2-in-1 High-End Laptops that meet the DOH requirements
Dell XPS 15 9575 2-in-1
- 15.6″ FHD+ (1920 x 1200) InfinityEdge Touch
- Scratch- and impact-resistant Corning® Gorilla® Glass 6
- Intel i7-10750H (12MB Cache, up to 5.0 GHz, 6 cores)
- 16GB DDR4-2933MHz, 2x8GB
- 512GB M.2 PCIe NVMe Solid State Drive
- NVIDIA GeForce GTX 1650 Ti 4GB GDDR6
- Killer Wi-Fi 6 AX1650 (2×2)
- Bluetooth 5.1
- Windows 10 Home Single License
- SRP: ₱149,990.00 according to Benson.ph
We couldn’t find similar 2-in-1 laptops with at least a 15-inch display using Corning® Gorilla® Glass 6 in the market. Dell XPS 17 9700 Touch is the next best thing, but it is not a true 2-in-1 laptop, only a touchscreen version.

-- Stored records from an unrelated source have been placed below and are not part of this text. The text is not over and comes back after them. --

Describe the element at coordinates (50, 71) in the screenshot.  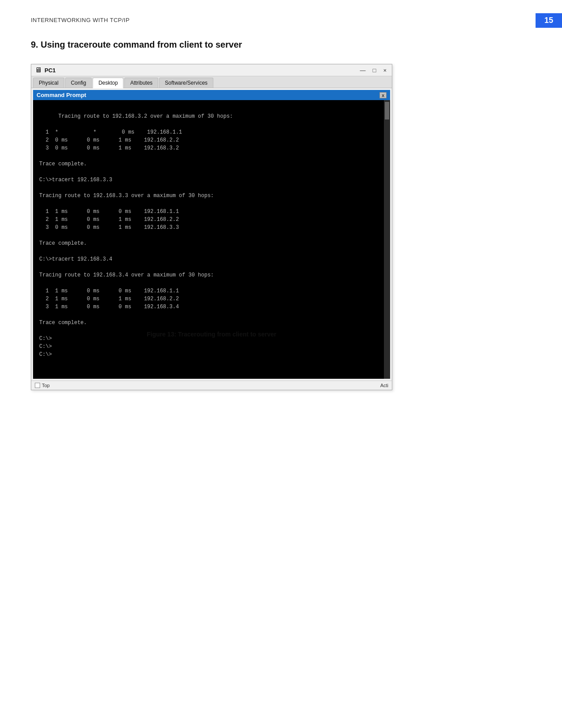
I see `window-title-text: PC1` at that location.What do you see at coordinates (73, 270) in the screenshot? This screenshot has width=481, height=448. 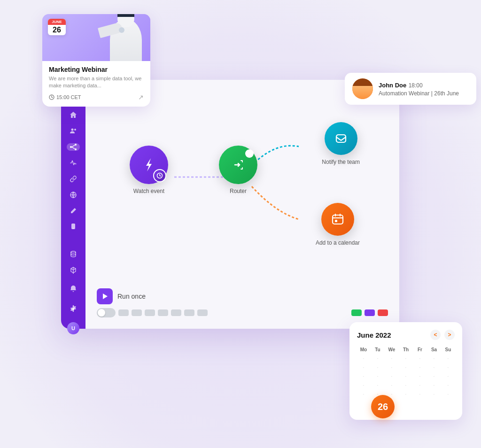 I see `sidebar-item-box` at bounding box center [73, 270].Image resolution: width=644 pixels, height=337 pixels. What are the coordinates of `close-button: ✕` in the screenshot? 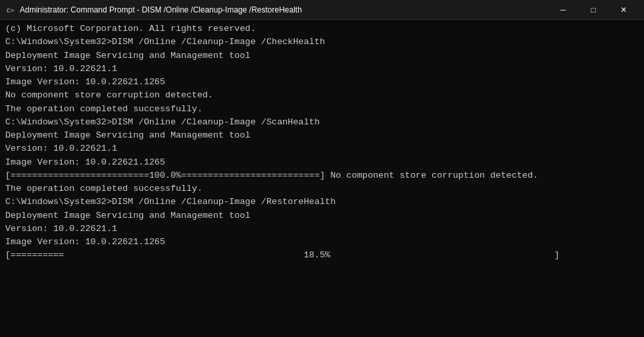 It's located at (624, 10).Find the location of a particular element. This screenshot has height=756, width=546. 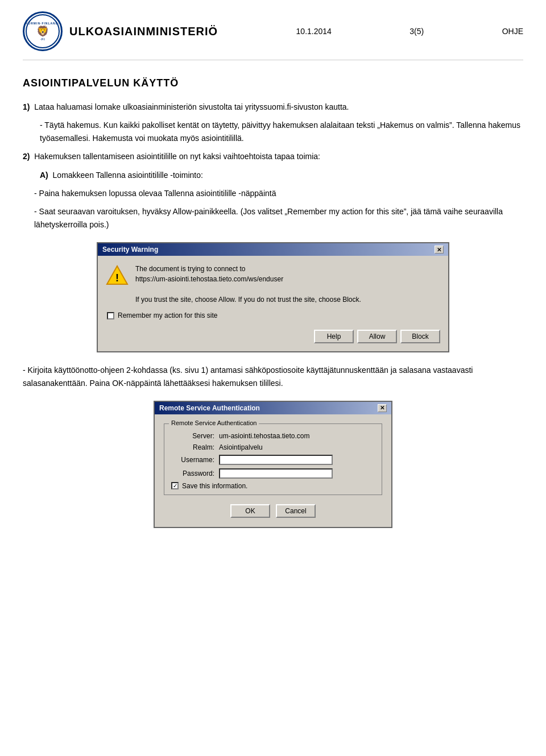

auth-dialog-titlebar: Remote Service Authentication ✕ is located at coordinates (273, 408).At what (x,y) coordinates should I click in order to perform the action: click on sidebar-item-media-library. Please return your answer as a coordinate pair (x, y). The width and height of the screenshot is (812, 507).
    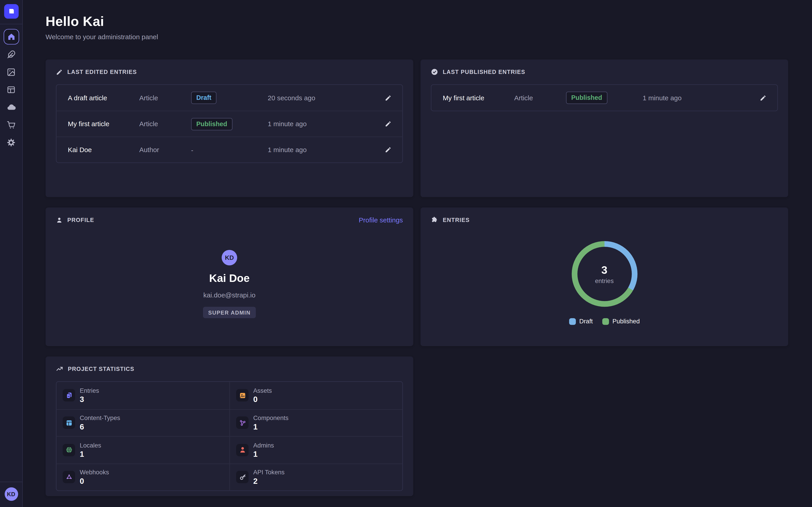
    Looking at the image, I should click on (11, 72).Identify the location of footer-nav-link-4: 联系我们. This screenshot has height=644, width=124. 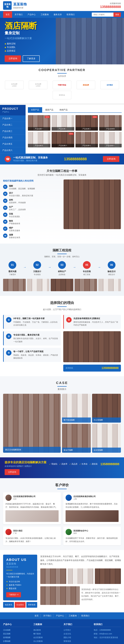
(86, 616).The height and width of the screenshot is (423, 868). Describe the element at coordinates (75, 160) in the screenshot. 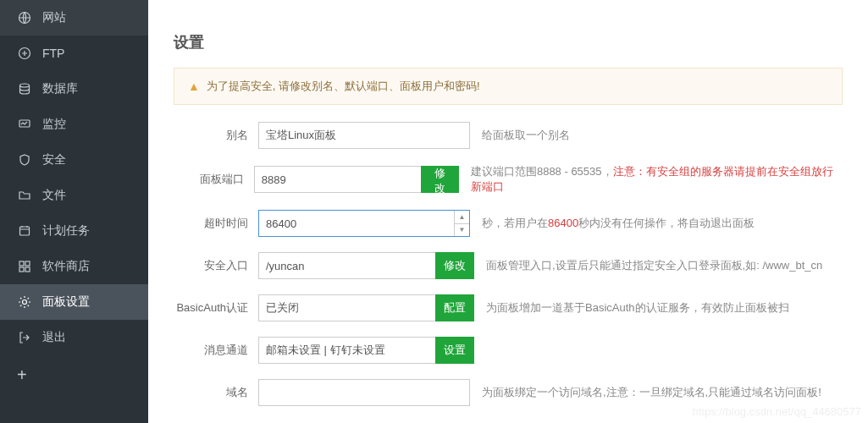

I see `sidebar-item-security: 安全` at that location. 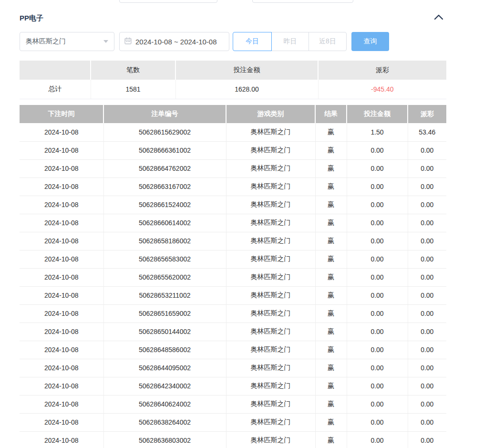 I want to click on summary-total-label: 总计, so click(x=55, y=89).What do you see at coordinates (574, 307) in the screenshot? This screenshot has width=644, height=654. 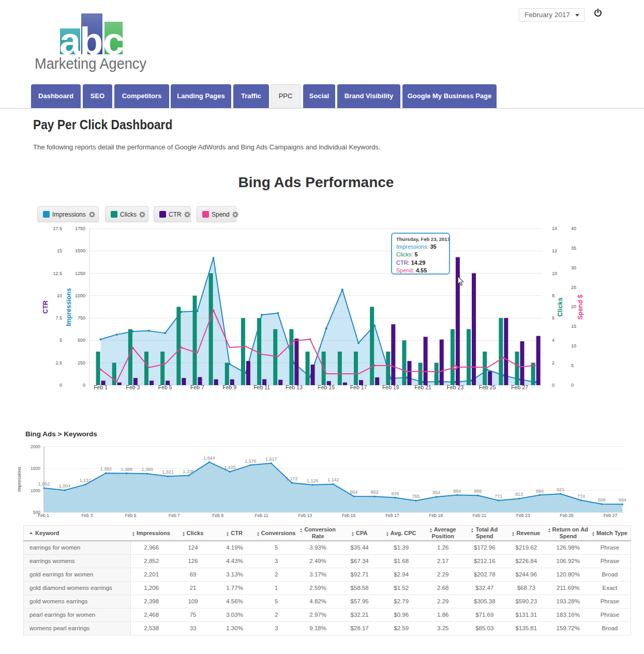 I see `svg-text: 20` at bounding box center [574, 307].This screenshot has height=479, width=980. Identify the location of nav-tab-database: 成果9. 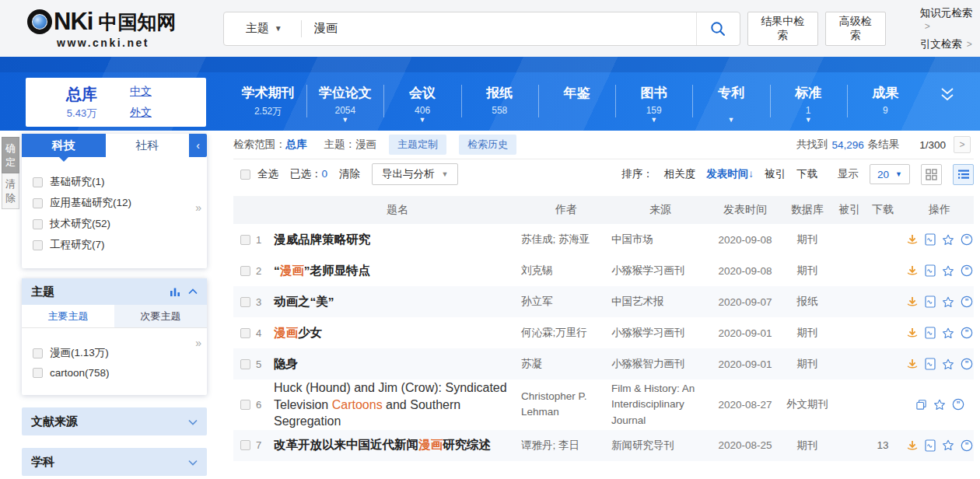
(885, 101).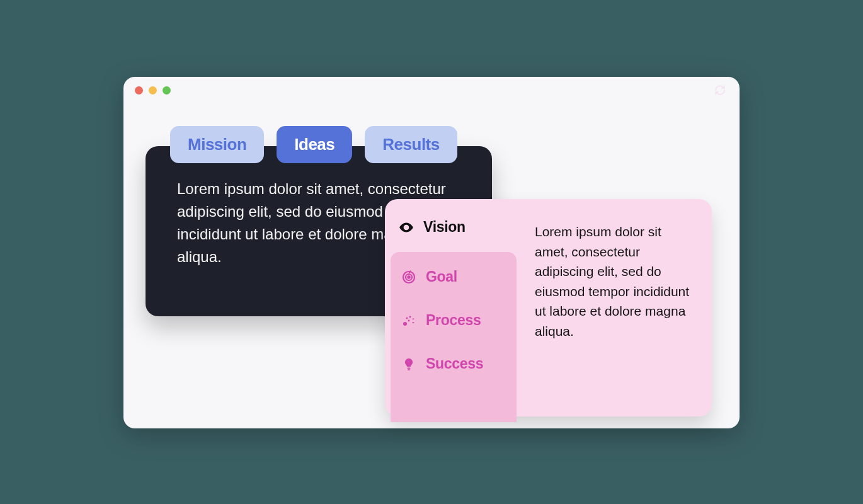 This screenshot has width=863, height=504. What do you see at coordinates (454, 320) in the screenshot?
I see `vtab-label: Process` at bounding box center [454, 320].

Apparently, whoever made the procurement document is looking at the Dell XPS model as the basis.
DOH likes Dell?
A little data forensics on the metadata of the RFBO-High-End 2-in-1 Laptop with Accessories.pdf file downloaded from the DOH website revealed that whoever made the procurement document is a Dell User. Based on the extracted metadata, it is highly possible that the document was made on a Dell laptop or desktop.
There’s absolutely nothing wrong with that. The requestor is likely a fan of the Dell computer brand. Suspicious? I hope not.